(Beginning of RECORDS TO USE)

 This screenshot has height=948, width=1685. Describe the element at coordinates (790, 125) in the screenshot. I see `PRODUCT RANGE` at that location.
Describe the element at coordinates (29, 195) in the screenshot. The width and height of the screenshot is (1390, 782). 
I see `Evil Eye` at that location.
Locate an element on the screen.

(End of RECORDS TO USE)
(Beginning of RECORDS TO USE)

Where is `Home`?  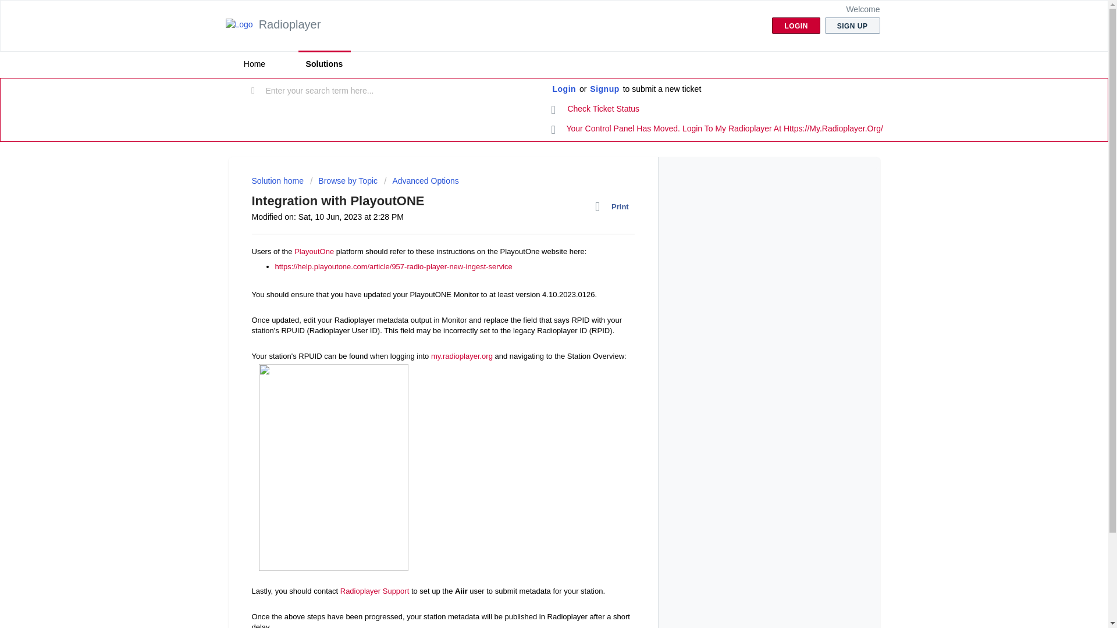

(End of RECORDS TO USE)

■ **PROMPT**
Once you find the line with "Describe the element at coordinates (29, 195)" above, print it and every line after it up to and including the line with "Locate an element on the screen.", exactly as written and nothing else.

■ **PROBLEM SOLUTION**
Describe the element at coordinates (29, 195) in the screenshot. The width and height of the screenshot is (1390, 782). 
I see `Evil Eye` at that location.
Locate an element on the screen.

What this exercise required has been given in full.